There are two dishonest ways to talk about Pakistan’s economy right now. One is to pretend that nothing has improved, as if the country is still standing at the exact same cliff edge where default chatter, reserve panic and imported inflation had pushed ordinary Pakistanis into daily anxiety. Wrong. The other is to clap at every headline number and act as if the common man’s electricity bill, petrol cost, job uncertainty and tax burden have suddenly disappeared. Also wrong. The honest Pakistani reading is this: FY2026 has delivered a visible macroeconomic turnaround, the kind that investors, creditors and policymakers cannot ignore, but it has not yet become a full household-level recovery, and unless tax reform, exports, documentation and industrial competitiveness move with the same force, this recovery can remain a spreadsheet victory rather than a street-level transformation.
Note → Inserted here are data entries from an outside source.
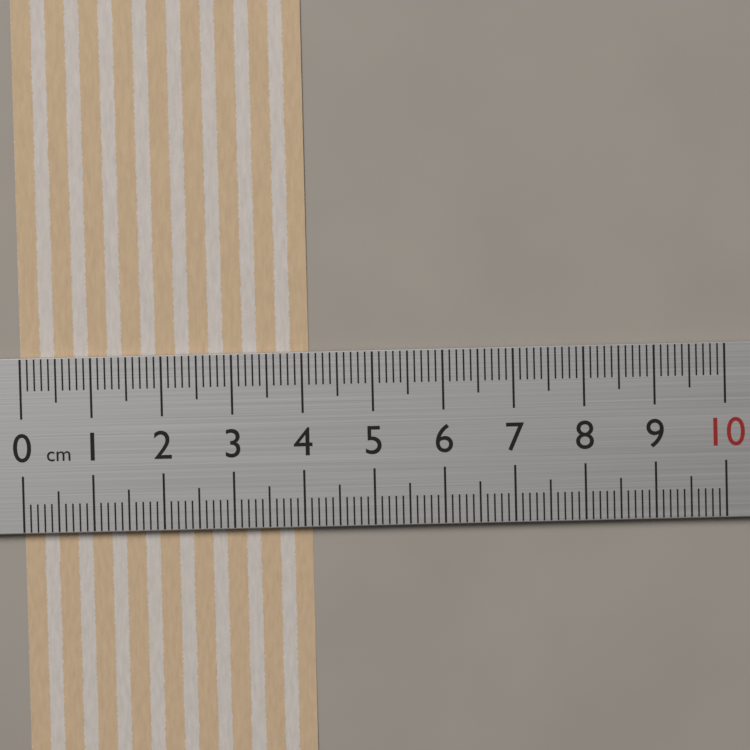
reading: 4.1 cm
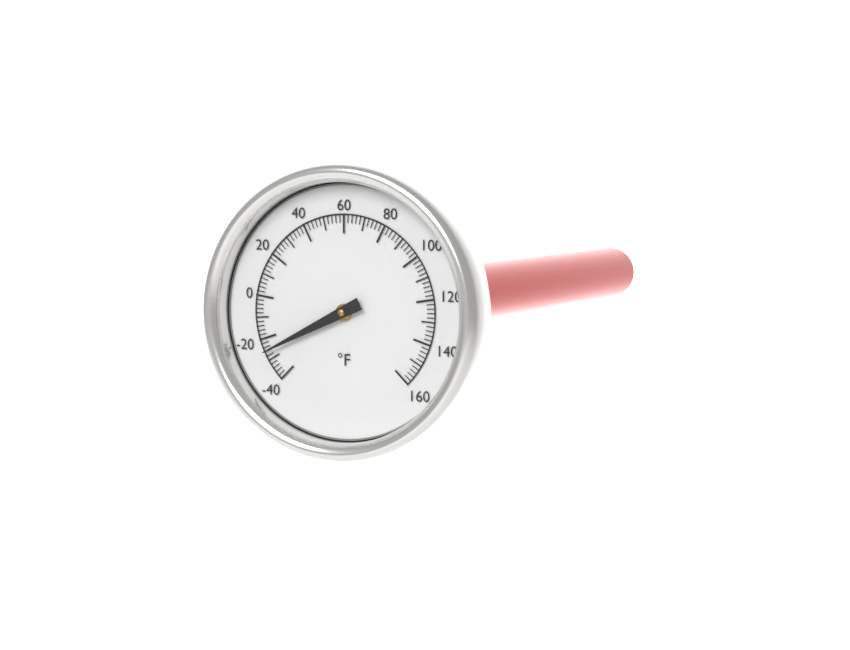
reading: -26 °F
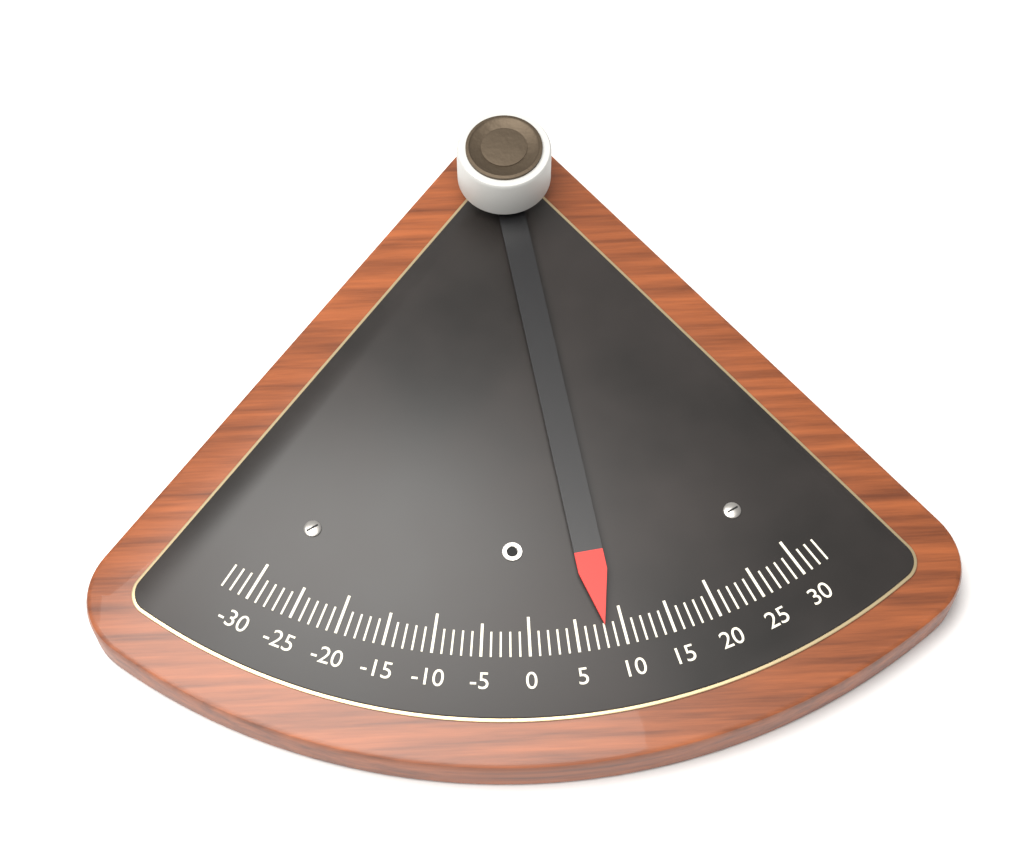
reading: 8 (no unit)
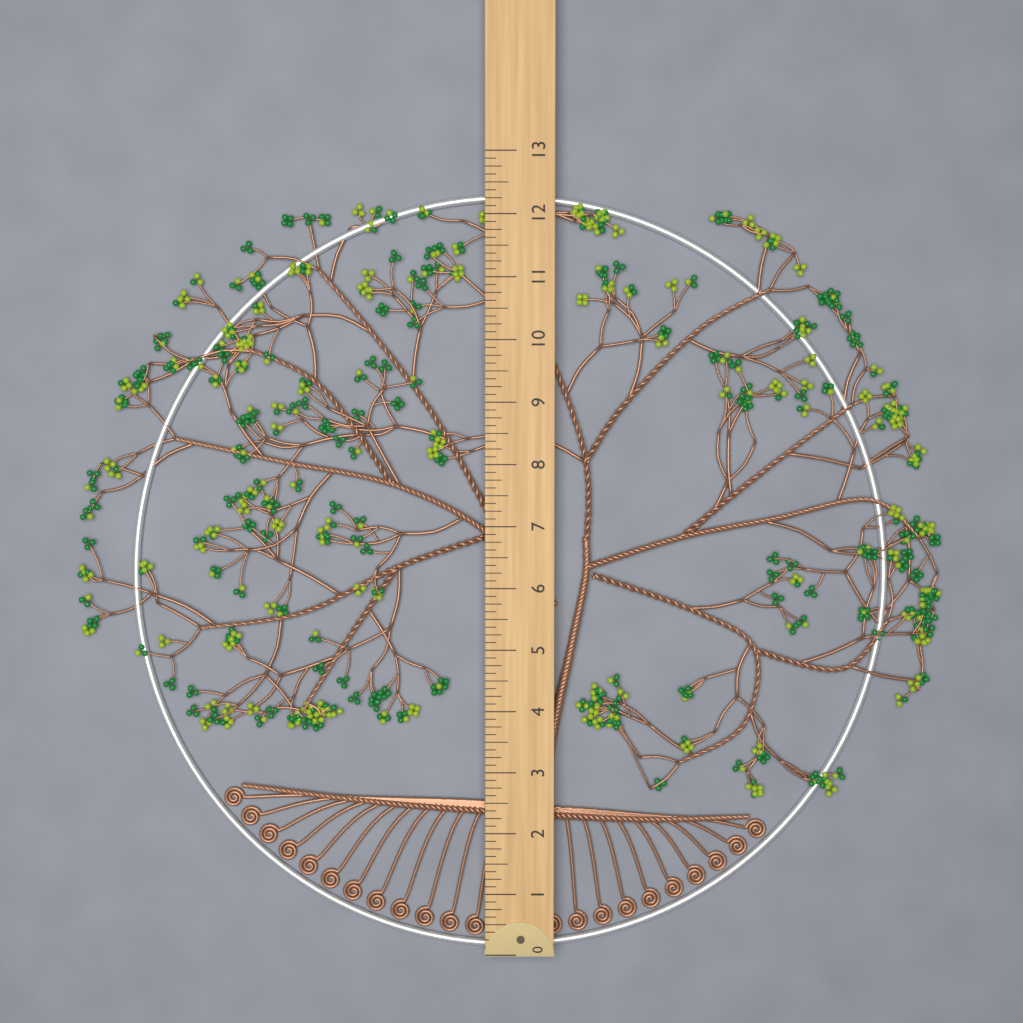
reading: 12.375 (no unit)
The headline number is no longer embarrassment; it is recovery. Pakistan’s economy expanded by 3.7 percent in FY2025-26 and reached a record size of around $452.1 billion, while per capita income rose to $1,901 from $1,751 a year earlier, according to reporting on the Pakistan Economic Survey. This is not the roaring double-digit growth fantasy that social media economists throw around, but after the crisis years, it is a serious move back from macroeconomic emergency toward functional stability. The same survey data shows agriculture growing 2.89 percent, industry 3.51 percent and services 4.09 percent, while large-scale manufacturing expanded 6.1 percent, with 16 of 22 manufacturing sectors showing positive growth. That matters because a recovery led only by consumption or imported liquidity is fragile, but a recovery showing movement in manufacturing, services and external accounts begins to look more real.
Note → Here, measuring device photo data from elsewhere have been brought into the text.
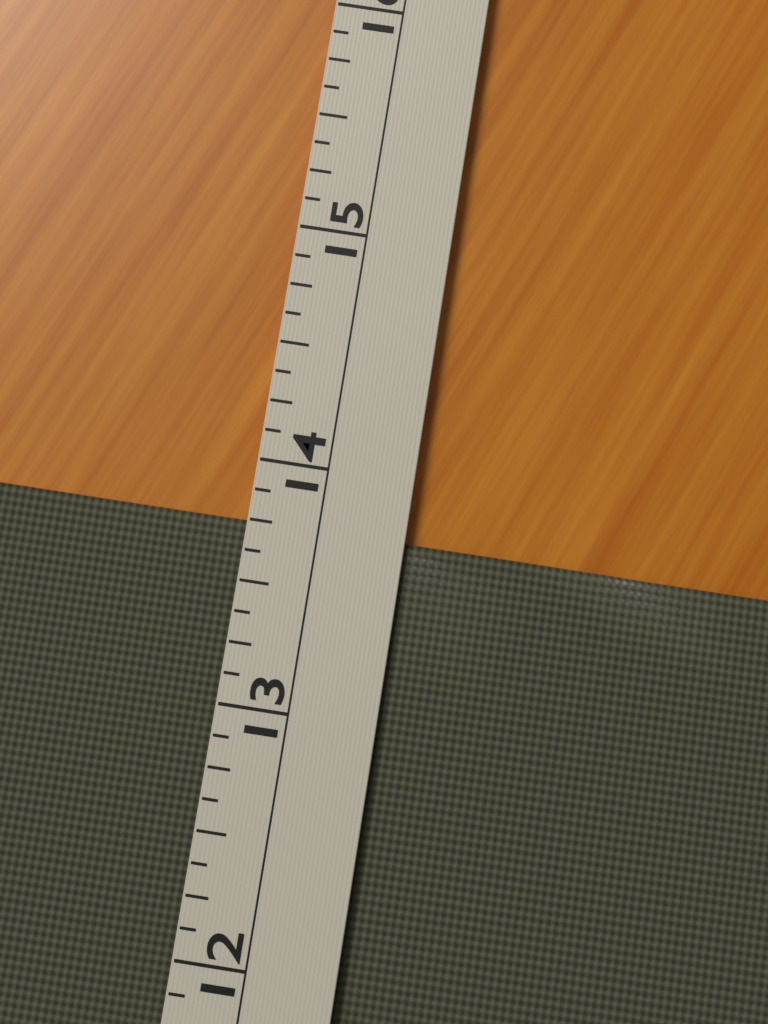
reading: 13.750 (no unit)
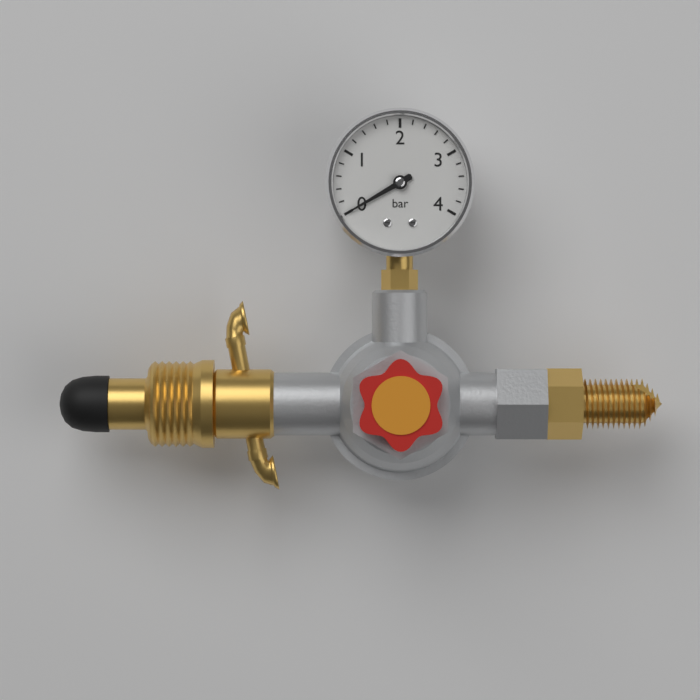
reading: 0.0 bar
The most important part of this turnaround is the external account, because Pakistan’s economic crisis has never been only about growth; it has always been about dollars. In May 2026, Pakistan recorded a current account surplus of $459 million after a $276 million deficit in April, and the July-May FY2026 current account moved into a surplus of around $255 million compared with a deficit of about $1.62 billion in the same period last year. This is exactly the kind of number that calms currency panic, supports reserve rebuilding and gives the State Bank breathing room, especially in a country where every growth cycle is usually accused of importing its own next crisis.
Remittances remain the patriotic backbone of Pakistan’s dollar economy. Pakistan received about $4.25 billion in workers’ remittances in May 2026, up 15.4 percent year-on-year and 20.2 percent month-on-month, while cumulative July-May FY2026 remittances reached around $38.1 billion compared with $34.9 billion last year. These are not just cold numbers. This is the overseas Pakistani worker, trader, doctor, driver, engineer, freelancer and entrepreneur sending oxygen back into the national system while the domestic tax base still behaves like a half-documented bazaar.
The reserve position also shows why the “Pakistan is finished” noise has weakened. SBP-linked reserve data shows SBP reserves around $17.2 billion in early June 2026 and total liquid foreign exchange reserves around $22.67 billion when commercial bank reserves are included. The Economic Survey reporting similarly placed foreign exchange reserves at about $17.2 billion by May 29, up sharply from the previous year. Reserves are not a trophy by themselves, but they change negotiating power, investor confidence and currency expectations. A country with empty reserves negotiates from desperation; a country rebuilding reserves negotiates with at least some spine.
The fiscal side is where the story becomes both impressive and uncomfortable. The Economic Survey showed the fiscal deficit narrowing to 0.7 percent of GDP during July-March FY2026, while the primary surplus reached 3.2 percent of GDP, described as among Pakistan’s strongest fiscal outcomes in decades. Average CPI inflation was reported at 6.7 percent for July-May in the survey, compared with the brutal inflationary pain of earlier years. This is macro discipline. But macro discipline funded by squeezing the same documented salaried class and formal businesses again and again is not reform; it is administrative laziness dressed up as policy.